Prominent investor Michael Burry, who has attracted attention in recent months for criticizing the artificial intelligence boom, is taking a short position Oracle company
Burry said in a Substack post after the market closed Friday that he owns put options on Oracle stock. The value of a put option generally increases as the price of the underlying asset falls. Burry reveals short bet on AI chip maker NVIDIA company and Palantir Technology In November, the company also directly shorted Oracle over the past six months, he said.
Oracle is best known for its database software, but its recent push into cloud computing services requires expensive data center capacity construction, for which it has taken on huge debt.
“I don’t like its positioning or the investments it’s making. It doesn’t have to do what it’s doing, and I don’t know why it’s doing it. Maybe ego,” Burry wrote in response to a question from a reader who asked why he decided to short Nvidia instead of Oracle. He did not disclose details about the puts.
The sentiment comes after a tumultuous year for Oracle’s stock price. The company’s stock price rose 36% in a single day in September after the company made optimistic forecasts for its cloud business, indicating a surge in demand related to artificial intelligence. However, those gains quickly evaporated as investors focused on rising capital expenditures, issues with the structure of some cloud deals, and rising debt loads related to data center expansion. Oracle’s performance this year is about 40% below its peak in September.
Oracle has approx. $95 billion The outstanding debt makes it the largest corporate issuer outside financials in the Bloomberg Advanced Index. The company did not immediately respond to a request for comment outside regular business hours.
Burry, who is best known for betting against the U.S. housing market during the 2008 financial crisis, said he avoided shorting big tech companies whose businesses went well beyond artificial intelligence, citing meta platform Inc., Alphabet Inc. and Microsoft Take the company as an example.
“If I’m short Meta, I’m also short its social media and advertising dominance. If I’m short Alphabet, I’m also short Alphabet Google Search in all its forms, Android, Waymo, and more. If I short Microsoft, I’m shorting a global office productivity SaaS giant. “These major companies are not purely shorting AI,” Burry wrote. “
Over time, he said, the companies are likely to rein in spending, absorb losses from overcapacity and potentially write down assets while maintaining dominance in their core businesses. “These three people are not going away,” he added.
He said he would short OpenAI at a $500 billion valuation, underscoring his widespread doubts about the speed and economics of building artificial intelligence.
Burry described Nvidia as the most concentrated way to express a bearish view on the AI industry.
“Nvidia is also the most popular and least skeptical,” he wrote. “So it’s cheap to short it, and its puts are cheaper than some of the other big shorts that have been questioned more.”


== Task to carry out ==
Every record has to be written out exactly, with no line missing.

== Source information ==
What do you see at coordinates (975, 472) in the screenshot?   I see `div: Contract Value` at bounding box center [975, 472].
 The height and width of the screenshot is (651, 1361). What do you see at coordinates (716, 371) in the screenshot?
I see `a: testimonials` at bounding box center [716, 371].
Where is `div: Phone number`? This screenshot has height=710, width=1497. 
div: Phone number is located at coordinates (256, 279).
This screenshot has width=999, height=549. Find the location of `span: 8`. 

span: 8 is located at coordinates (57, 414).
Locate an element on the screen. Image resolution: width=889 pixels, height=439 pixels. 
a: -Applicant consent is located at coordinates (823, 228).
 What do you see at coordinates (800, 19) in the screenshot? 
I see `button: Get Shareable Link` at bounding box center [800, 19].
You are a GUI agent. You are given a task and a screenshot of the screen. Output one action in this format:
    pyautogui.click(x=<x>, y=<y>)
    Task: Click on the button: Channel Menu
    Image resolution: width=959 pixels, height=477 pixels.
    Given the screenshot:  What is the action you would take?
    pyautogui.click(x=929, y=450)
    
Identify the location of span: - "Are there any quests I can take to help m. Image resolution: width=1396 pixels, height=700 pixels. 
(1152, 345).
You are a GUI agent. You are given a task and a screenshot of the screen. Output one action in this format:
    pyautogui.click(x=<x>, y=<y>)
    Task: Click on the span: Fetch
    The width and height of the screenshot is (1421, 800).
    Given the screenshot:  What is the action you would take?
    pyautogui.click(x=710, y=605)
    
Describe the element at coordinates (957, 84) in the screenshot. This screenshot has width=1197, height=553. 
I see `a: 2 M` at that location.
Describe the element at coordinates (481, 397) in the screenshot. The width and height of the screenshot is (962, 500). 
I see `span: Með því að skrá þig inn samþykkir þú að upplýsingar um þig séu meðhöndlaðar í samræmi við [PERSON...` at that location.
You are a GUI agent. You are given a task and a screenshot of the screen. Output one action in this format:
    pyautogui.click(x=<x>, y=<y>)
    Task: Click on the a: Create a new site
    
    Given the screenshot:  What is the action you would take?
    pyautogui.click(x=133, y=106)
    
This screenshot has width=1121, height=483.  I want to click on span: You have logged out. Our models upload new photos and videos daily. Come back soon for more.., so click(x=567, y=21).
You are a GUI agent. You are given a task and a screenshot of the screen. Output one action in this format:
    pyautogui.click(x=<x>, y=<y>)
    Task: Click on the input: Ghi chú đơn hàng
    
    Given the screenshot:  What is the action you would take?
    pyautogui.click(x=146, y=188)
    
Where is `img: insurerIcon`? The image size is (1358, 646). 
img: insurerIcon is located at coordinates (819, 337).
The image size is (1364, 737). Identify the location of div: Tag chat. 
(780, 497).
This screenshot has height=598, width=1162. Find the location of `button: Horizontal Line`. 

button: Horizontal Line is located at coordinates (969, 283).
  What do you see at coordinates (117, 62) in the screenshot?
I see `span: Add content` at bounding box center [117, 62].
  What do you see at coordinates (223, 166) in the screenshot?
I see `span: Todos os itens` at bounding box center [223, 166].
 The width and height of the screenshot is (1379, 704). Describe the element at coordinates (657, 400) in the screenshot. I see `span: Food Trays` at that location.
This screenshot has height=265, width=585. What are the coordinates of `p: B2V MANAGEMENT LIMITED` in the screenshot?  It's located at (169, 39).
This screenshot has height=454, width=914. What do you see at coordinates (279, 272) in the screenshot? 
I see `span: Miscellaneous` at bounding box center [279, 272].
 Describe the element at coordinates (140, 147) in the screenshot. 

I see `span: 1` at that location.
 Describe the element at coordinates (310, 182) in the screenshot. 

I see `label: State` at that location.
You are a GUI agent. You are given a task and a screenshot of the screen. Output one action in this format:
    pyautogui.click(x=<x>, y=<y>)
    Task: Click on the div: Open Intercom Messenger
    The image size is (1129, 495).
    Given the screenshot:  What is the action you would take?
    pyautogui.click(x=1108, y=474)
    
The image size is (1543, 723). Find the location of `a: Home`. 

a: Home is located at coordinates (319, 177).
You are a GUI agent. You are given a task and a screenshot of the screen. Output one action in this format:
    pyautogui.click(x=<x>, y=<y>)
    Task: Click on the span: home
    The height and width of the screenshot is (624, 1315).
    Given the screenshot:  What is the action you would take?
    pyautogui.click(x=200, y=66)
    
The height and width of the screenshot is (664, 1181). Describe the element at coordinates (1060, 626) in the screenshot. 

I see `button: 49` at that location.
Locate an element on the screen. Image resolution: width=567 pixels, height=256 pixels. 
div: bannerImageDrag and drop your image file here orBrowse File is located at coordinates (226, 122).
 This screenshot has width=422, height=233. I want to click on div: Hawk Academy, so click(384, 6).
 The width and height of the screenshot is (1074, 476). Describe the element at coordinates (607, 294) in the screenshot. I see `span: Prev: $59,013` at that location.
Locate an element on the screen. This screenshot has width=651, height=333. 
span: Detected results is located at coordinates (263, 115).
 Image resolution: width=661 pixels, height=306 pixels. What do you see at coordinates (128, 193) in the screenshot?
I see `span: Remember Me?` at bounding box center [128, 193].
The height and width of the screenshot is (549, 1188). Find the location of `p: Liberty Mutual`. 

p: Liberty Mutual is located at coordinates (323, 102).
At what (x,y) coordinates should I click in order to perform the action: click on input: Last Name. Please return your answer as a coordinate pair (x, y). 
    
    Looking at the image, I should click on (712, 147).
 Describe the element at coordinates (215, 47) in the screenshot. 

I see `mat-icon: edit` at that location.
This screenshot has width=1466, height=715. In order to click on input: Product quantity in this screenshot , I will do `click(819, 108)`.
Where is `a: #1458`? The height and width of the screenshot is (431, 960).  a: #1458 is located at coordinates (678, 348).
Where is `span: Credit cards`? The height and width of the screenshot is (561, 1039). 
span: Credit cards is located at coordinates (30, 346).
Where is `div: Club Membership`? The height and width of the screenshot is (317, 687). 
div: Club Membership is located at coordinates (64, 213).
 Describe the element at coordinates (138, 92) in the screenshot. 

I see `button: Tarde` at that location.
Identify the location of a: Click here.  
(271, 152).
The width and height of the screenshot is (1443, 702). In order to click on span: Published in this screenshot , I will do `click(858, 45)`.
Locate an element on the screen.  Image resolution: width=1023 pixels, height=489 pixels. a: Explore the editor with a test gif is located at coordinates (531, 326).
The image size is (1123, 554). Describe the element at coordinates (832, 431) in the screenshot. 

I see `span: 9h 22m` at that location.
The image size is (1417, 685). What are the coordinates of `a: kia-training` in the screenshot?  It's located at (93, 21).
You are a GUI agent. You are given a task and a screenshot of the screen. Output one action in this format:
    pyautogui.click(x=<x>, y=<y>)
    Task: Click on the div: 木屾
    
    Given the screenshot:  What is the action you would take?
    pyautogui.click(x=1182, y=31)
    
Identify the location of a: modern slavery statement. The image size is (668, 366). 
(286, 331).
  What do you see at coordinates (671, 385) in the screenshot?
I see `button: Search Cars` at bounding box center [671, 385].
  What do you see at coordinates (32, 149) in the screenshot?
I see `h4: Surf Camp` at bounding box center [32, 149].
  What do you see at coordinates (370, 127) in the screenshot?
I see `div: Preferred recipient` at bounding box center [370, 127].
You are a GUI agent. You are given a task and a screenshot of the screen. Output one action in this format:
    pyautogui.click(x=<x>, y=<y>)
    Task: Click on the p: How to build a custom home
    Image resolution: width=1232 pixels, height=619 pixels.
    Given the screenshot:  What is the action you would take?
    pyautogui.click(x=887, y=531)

== Solution ==
What do you see at coordinates (975, 472) in the screenshot?   I see `div: Contract Value` at bounding box center [975, 472].
 The height and width of the screenshot is (651, 1361). What do you see at coordinates (716, 371) in the screenshot?
I see `a: testimonials` at bounding box center [716, 371].
Where is `div: Phone number`? This screenshot has height=710, width=1497. 
div: Phone number is located at coordinates (256, 279).
This screenshot has width=999, height=549. Find the location of `span: 8`. 

span: 8 is located at coordinates (57, 414).
Locate an element on the screen. Image resolution: width=889 pixels, height=439 pixels. 
a: -Applicant consent is located at coordinates (823, 228).
 What do you see at coordinates (800, 19) in the screenshot? 
I see `button: Get Shareable Link` at bounding box center [800, 19].
You are a GUI agent. You are given a task and a screenshot of the screen. Output one action in this format:
    pyautogui.click(x=<x>, y=<y>)
    Task: Click on the button: Channel Menu
    Image resolution: width=959 pixels, height=477 pixels.
    Given the screenshot:  What is the action you would take?
    pyautogui.click(x=929, y=450)
    
Identify the location of span: - "Are there any quests I can take to help m. Image resolution: width=1396 pixels, height=700 pixels. 
(1152, 345).
You are a GUI agent. You are given a task and a screenshot of the screen. Output one action in this format:
    pyautogui.click(x=<x>, y=<y>)
    Task: Click on the span: Fetch
    The width and height of the screenshot is (1421, 800).
    Given the screenshot:  What is the action you would take?
    pyautogui.click(x=710, y=605)
    
Describe the element at coordinates (957, 84) in the screenshot. This screenshot has width=1197, height=553. 
I see `a: 2 M` at that location.
Describe the element at coordinates (481, 397) in the screenshot. The width and height of the screenshot is (962, 500). 
I see `span: Með því að skrá þig inn samþykkir þú að upplýsingar um þig séu meðhöndlaðar í samræmi við [PERSON...` at that location.
You are a GUI agent. You are given a task and a screenshot of the screen. Output one action in this format:
    pyautogui.click(x=<x>, y=<y>)
    Task: Click on the a: Create a new site
    
    Given the screenshot:  What is the action you would take?
    pyautogui.click(x=133, y=106)
    
This screenshot has width=1121, height=483.  I want to click on span: You have logged out. Our models upload new photos and videos daily. Come back soon for more.., so click(x=567, y=21).
You are a GUI agent. You are given a task and a screenshot of the screen. Output one action in this format:
    pyautogui.click(x=<x>, y=<y>)
    Task: Click on the input: Ghi chú đơn hàng
    
    Given the screenshot:  What is the action you would take?
    pyautogui.click(x=146, y=188)
    
Where is `img: insurerIcon`? The image size is (1358, 646). 
img: insurerIcon is located at coordinates (819, 337).
The image size is (1364, 737). Identify the location of div: Tag chat. 
(780, 497).
This screenshot has height=598, width=1162. Find the location of `button: Horizontal Line`. 

button: Horizontal Line is located at coordinates (969, 283).
  What do you see at coordinates (117, 62) in the screenshot?
I see `span: Add content` at bounding box center [117, 62].
  What do you see at coordinates (223, 166) in the screenshot?
I see `span: Todos os itens` at bounding box center [223, 166].
 The width and height of the screenshot is (1379, 704). Describe the element at coordinates (657, 400) in the screenshot. I see `span: Food Trays` at that location.
This screenshot has height=265, width=585. What are the coordinates of `p: B2V MANAGEMENT LIMITED` in the screenshot?  It's located at (169, 39).
This screenshot has height=454, width=914. What do you see at coordinates (279, 272) in the screenshot? 
I see `span: Miscellaneous` at bounding box center [279, 272].
 Describe the element at coordinates (140, 147) in the screenshot. 

I see `span: 1` at that location.
 Describe the element at coordinates (310, 182) in the screenshot. 

I see `label: State` at that location.
You are a GUI agent. You are given a task and a screenshot of the screen. Output one action in this format:
    pyautogui.click(x=<x>, y=<y>)
    Task: Click on the div: Open Intercom Messenger
    The image size is (1129, 495).
    Given the screenshot:  What is the action you would take?
    pyautogui.click(x=1108, y=474)
    
The image size is (1543, 723). Find the location of `a: Home`. 

a: Home is located at coordinates (319, 177).
You are a GUI agent. You are given a task and a screenshot of the screen. Output one action in this format:
    pyautogui.click(x=<x>, y=<y>)
    Task: Click on the span: home
    The height and width of the screenshot is (624, 1315).
    Given the screenshot:  What is the action you would take?
    pyautogui.click(x=200, y=66)
    
The height and width of the screenshot is (664, 1181). Describe the element at coordinates (1060, 626) in the screenshot. 

I see `button: 49` at that location.
Locate an element on the screen. Image resolution: width=567 pixels, height=256 pixels. 
div: bannerImageDrag and drop your image file here orBrowse File is located at coordinates (226, 122).
 This screenshot has width=422, height=233. I want to click on div: Hawk Academy, so click(384, 6).
 The width and height of the screenshot is (1074, 476). Describe the element at coordinates (607, 294) in the screenshot. I see `span: Prev: $59,013` at that location.
Locate an element on the screen. This screenshot has width=651, height=333. 
span: Detected results is located at coordinates (263, 115).
 Image resolution: width=661 pixels, height=306 pixels. What do you see at coordinates (128, 193) in the screenshot?
I see `span: Remember Me?` at bounding box center [128, 193].
The height and width of the screenshot is (549, 1188). Find the location of `p: Liberty Mutual`. 

p: Liberty Mutual is located at coordinates (323, 102).
At what (x,y) coordinates should I click in order to perform the action: click on input: Last Name. Please return your answer as a coordinate pair (x, y). 
    
    Looking at the image, I should click on (712, 147).
 Describe the element at coordinates (215, 47) in the screenshot. 

I see `mat-icon: edit` at that location.
This screenshot has width=1466, height=715. In order to click on input: Product quantity in this screenshot , I will do `click(819, 108)`.
Where is `a: #1458`? The height and width of the screenshot is (431, 960).  a: #1458 is located at coordinates (678, 348).
Where is `span: Credit cards`? The height and width of the screenshot is (561, 1039). 
span: Credit cards is located at coordinates (30, 346).
Where is `div: Club Membership`? The height and width of the screenshot is (317, 687). 
div: Club Membership is located at coordinates (64, 213).
 Describe the element at coordinates (138, 92) in the screenshot. 

I see `button: Tarde` at that location.
Identify the location of a: Click here.  
(271, 152).
The width and height of the screenshot is (1443, 702). In order to click on span: Published in this screenshot , I will do `click(858, 45)`.
Locate an element on the screen.  Image resolution: width=1023 pixels, height=489 pixels. a: Explore the editor with a test gif is located at coordinates (531, 326).
The image size is (1123, 554). Describe the element at coordinates (832, 431) in the screenshot. 

I see `span: 9h 22m` at that location.
The image size is (1417, 685). What are the coordinates of `a: kia-training` in the screenshot?  It's located at (93, 21).
You are a GUI agent. You are given a task and a screenshot of the screen. Output one action in this format:
    pyautogui.click(x=<x>, y=<y>)
    Task: Click on the div: 木屾
    
    Given the screenshot:  What is the action you would take?
    pyautogui.click(x=1182, y=31)
    
Identify the location of a: modern slavery statement. The image size is (668, 366). 
(286, 331).
  What do you see at coordinates (671, 385) in the screenshot?
I see `button: Search Cars` at bounding box center [671, 385].
  What do you see at coordinates (32, 149) in the screenshot?
I see `h4: Surf Camp` at bounding box center [32, 149].
  What do you see at coordinates (370, 127) in the screenshot?
I see `div: Preferred recipient` at bounding box center [370, 127].
You are a GUI agent. You are given a task and a screenshot of the screen. Output one action in this format:
    pyautogui.click(x=<x>, y=<y>)
    Task: Click on the p: How to build a custom home
    Image resolution: width=1232 pixels, height=619 pixels.
    Given the screenshot:  What is the action you would take?
    pyautogui.click(x=887, y=531)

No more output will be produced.